I've taken a permutation generator solution on @Artur Udod answer in this question:
Print all the possible combinations of "X" amount of characters with "X" string length (Brute Force)
I've adapted the code to return Strings instead a collection of Char
andalso be able to specify whether character repetition is allowed or not on the generated permutations:
Public Shared Function PermuteCharacters(ByVal charSet As IEnumerable(Of Char),
ByVal length As Integer,
ByVal isRepetitionAllowed As Boolean) As IEnumerable(Of String)
If length = 1 Then
Return charSet.Select(Function(c As Char)
Return New String(New Char() {c})
End Function)
Else
Return PermuteCharacters(charSet, length - 1, isRepetitionAllowed).
SelectMany(Function(x As String) charSet,
Function(str As String, c As Char)
Select Case isRepetitionAllowed
Case True
Return str & c
Case Else
' Firstly I need to check if string is empty because
' String.Contains() will throw an exception on empty strings.
' This need to be fixed to avoid empty strings.
If String.IsNullOrEmpty(str) Then
Return Nothing
End If
If Not str.Contains(c) Then
Return str & c
Else
Return Nothing
End If
End Select
End Function)
End If
End Function
An example usage:
Dim permutations As IEnumerable(Of String) =
PermuteCharacters("123456789", 2, isRepetitionAllowed:=False)
The problem is that the function will create, parse, and return empty strings when I set repetition to False, with the negative point of performance that will cause in large set or permutation lengths.
I know that I could use IEnumerable.Distinct()
method to remove all empty strings but one, but that will iterate again the entire big collection causing more negative performance on the code itself.
How can I design efficiently and properly the function, taking in count the performance, the overall execution time needed to create a collection of permutations?.
Its important to say that I don't see LINQ usage as a very disadvantage of performance, I will to keep using LINQ because it allows to develop a reduced code instead of the required thousands of lines for a common Loop to translate a LINQ query like that.
PS: My secondary goal is to implement the Iterator
keyword on the function to improve more its performance, if someone could illustrate with a solution for this issue that also implements the Iterator
capabilities will be more than awesome (and perfect).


- _Your objective_
All entries should be copied exactly; the pictures stay out.

- _Record excerpts_

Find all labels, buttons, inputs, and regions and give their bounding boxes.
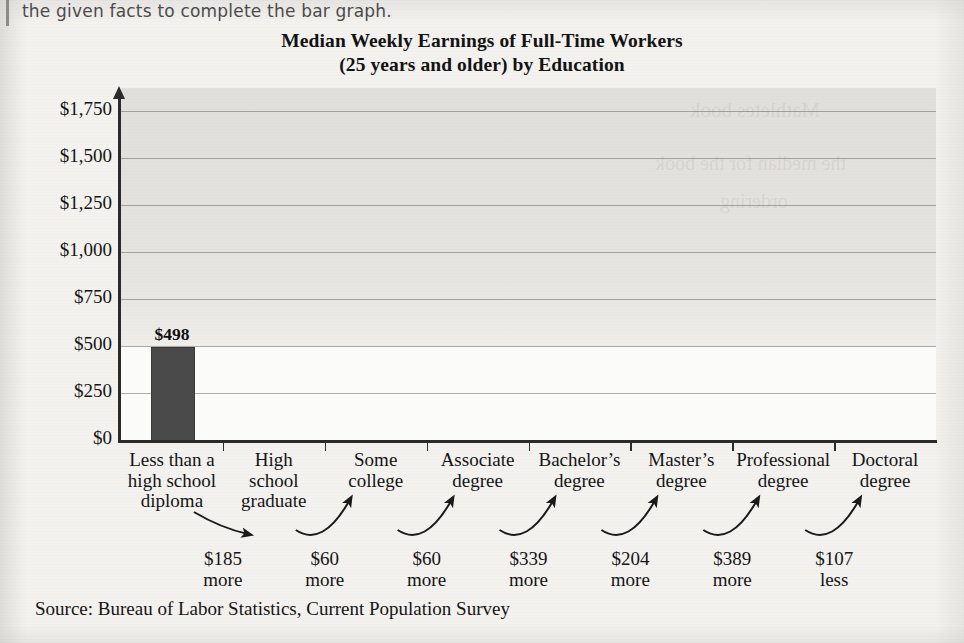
bar-value-label: $498 (122, 324, 222, 345)
gridline (121, 252, 936, 253)
bar (151, 347, 195, 442)
category-label-line: degree (823, 471, 947, 492)
annotation-label: $204more (575, 548, 685, 590)
annotation-arrow-icon (500, 500, 554, 535)
x-axis-tick (325, 442, 327, 451)
annotation-direction: more (372, 569, 482, 590)
y-axis-tick-label: $250 (74, 380, 112, 402)
annotation-amount: $204 (575, 548, 685, 569)
annotation-arrow-icon (703, 500, 757, 535)
annotation-label: $60more (372, 548, 482, 590)
exercise-stem-text: the given facts to complete the bar grap… (22, 1, 392, 21)
annotation-direction: more (270, 569, 380, 590)
annotation-arrow-icon (194, 512, 248, 534)
y-axis-arrowhead-icon (113, 86, 125, 99)
gridline (121, 346, 936, 347)
annotation-arrow-icon (601, 500, 655, 535)
annotation-label: $107less (779, 548, 889, 590)
x-axis-tick (834, 442, 836, 451)
annotation-amount: $60 (270, 548, 380, 569)
y-axis-tick-label: $500 (74, 333, 112, 355)
chart-title-block: Median Weekly Earnings of Full-Time Work… (0, 29, 964, 77)
y-axis-tick-label: $1,500 (60, 145, 112, 167)
annotation-direction: more (677, 569, 787, 590)
source-note: Source: Bureau of Labor Statistics, Curr… (35, 598, 510, 620)
annotation-direction: less (779, 569, 889, 590)
x-axis-tick (427, 442, 429, 451)
bar-chart: $0$250$500$750$1,000$1,250$1,500$1,750 $… (0, 0, 964, 643)
gridline (121, 393, 936, 394)
category-label-line: graduate (212, 491, 336, 512)
chart-subtitle: (25 years and older) by Education (0, 53, 964, 77)
annotation-label: $185more (168, 548, 278, 590)
x-axis-tick (529, 442, 531, 451)
y-axis-tick-label: $1,750 (60, 98, 112, 120)
annotation-arrow-icon (805, 500, 859, 535)
annotation-label: $389more (677, 548, 787, 590)
gridline (121, 158, 936, 159)
x-axis-tick (223, 442, 225, 451)
y-axis-tick-label: $1,000 (60, 239, 112, 261)
annotation-arrow-icon (398, 500, 452, 535)
annotation-amount: $185 (168, 548, 278, 569)
y-axis-tick-label: $1,250 (60, 192, 112, 214)
annotation-amount: $107 (779, 548, 889, 569)
annotation-label: $339more (474, 548, 584, 590)
y-axis-line (118, 96, 121, 441)
gridline (121, 205, 936, 206)
chart-title: Median Weekly Earnings of Full-Time Work… (0, 29, 964, 53)
y-axis-tick-label: $0 (93, 427, 112, 449)
annotation-amount: $339 (474, 548, 584, 569)
x-axis-category-label: Doctoraldegree (823, 450, 947, 491)
annotation-amount: $389 (677, 548, 787, 569)
gridline (121, 111, 936, 112)
category-label-line: Doctoral (823, 450, 947, 471)
gridline (121, 299, 936, 300)
x-axis-tick (630, 442, 632, 451)
annotation-label: $60more (270, 548, 380, 590)
annotation-amount: $60 (372, 548, 482, 569)
annotation-direction: more (168, 569, 278, 590)
x-axis-tick (732, 442, 734, 451)
annotation-direction: more (474, 569, 584, 590)
y-axis-tick-label: $750 (74, 286, 112, 308)
annotation-direction: more (575, 569, 685, 590)
x-axis-line (118, 440, 937, 443)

- _Solution for this exercise_
Find all labels, buttons, inputs, and regions and give their bounding boxes.
bar-value-label: $498 (122, 324, 222, 345)
gridline (121, 252, 936, 253)
bar (151, 347, 195, 442)
category-label-line: degree (823, 471, 947, 492)
annotation-label: $204more (575, 548, 685, 590)
annotation-arrow-icon (500, 500, 554, 535)
x-axis-tick (325, 442, 327, 451)
annotation-direction: more (372, 569, 482, 590)
y-axis-tick-label: $250 (74, 380, 112, 402)
annotation-amount: $204 (575, 548, 685, 569)
annotation-arrow-icon (703, 500, 757, 535)
annotation-label: $60more (372, 548, 482, 590)
exercise-stem-text: the given facts to complete the bar grap… (22, 1, 392, 21)
annotation-direction: more (270, 569, 380, 590)
annotation-arrow-icon (194, 512, 248, 534)
y-axis-arrowhead-icon (113, 86, 125, 99)
gridline (121, 346, 936, 347)
annotation-arrow-icon (601, 500, 655, 535)
annotation-label: $107less (779, 548, 889, 590)
x-axis-tick (834, 442, 836, 451)
annotation-amount: $60 (270, 548, 380, 569)
y-axis-tick-label: $500 (74, 333, 112, 355)
chart-title-block: Median Weekly Earnings of Full-Time Work… (0, 29, 964, 77)
y-axis-tick-label: $1,500 (60, 145, 112, 167)
annotation-direction: more (677, 569, 787, 590)
source-note: Source: Bureau of Labor Statistics, Curr… (35, 598, 510, 620)
annotation-direction: less (779, 569, 889, 590)
x-axis-tick (427, 442, 429, 451)
bar-chart: $0$250$500$750$1,000$1,250$1,500$1,750 $… (0, 0, 964, 643)
gridline (121, 393, 936, 394)
category-label-line: graduate (212, 491, 336, 512)
chart-subtitle: (25 years and older) by Education (0, 53, 964, 77)
annotation-label: $185more (168, 548, 278, 590)
x-axis-tick (529, 442, 531, 451)
y-axis-tick-label: $1,750 (60, 98, 112, 120)
annotation-arrow-icon (805, 500, 859, 535)
annotation-label: $389more (677, 548, 787, 590)
gridline (121, 158, 936, 159)
x-axis-tick (223, 442, 225, 451)
y-axis-tick-label: $1,000 (60, 239, 112, 261)
annotation-arrow-icon (398, 500, 452, 535)
annotation-amount: $185 (168, 548, 278, 569)
y-axis-tick-label: $1,250 (60, 192, 112, 214)
annotation-amount: $107 (779, 548, 889, 569)
annotation-label: $339more (474, 548, 584, 590)
y-axis-line (118, 96, 121, 441)
gridline (121, 205, 936, 206)
chart-title: Median Weekly Earnings of Full-Time Work… (0, 29, 964, 53)
y-axis-tick-label: $0 (93, 427, 112, 449)
annotation-amount: $339 (474, 548, 584, 569)
x-axis-category-label: Doctoraldegree (823, 450, 947, 491)
annotation-amount: $389 (677, 548, 787, 569)
gridline (121, 111, 936, 112)
category-label-line: Doctoral (823, 450, 947, 471)
gridline (121, 299, 936, 300)
x-axis-tick (630, 442, 632, 451)
annotation-label: $60more (270, 548, 380, 590)
annotation-amount: $60 (372, 548, 482, 569)
annotation-direction: more (168, 569, 278, 590)
x-axis-tick (732, 442, 734, 451)
annotation-direction: more (474, 569, 584, 590)
y-axis-tick-label: $750 (74, 286, 112, 308)
annotation-direction: more (575, 569, 685, 590)
x-axis-line (118, 440, 937, 443)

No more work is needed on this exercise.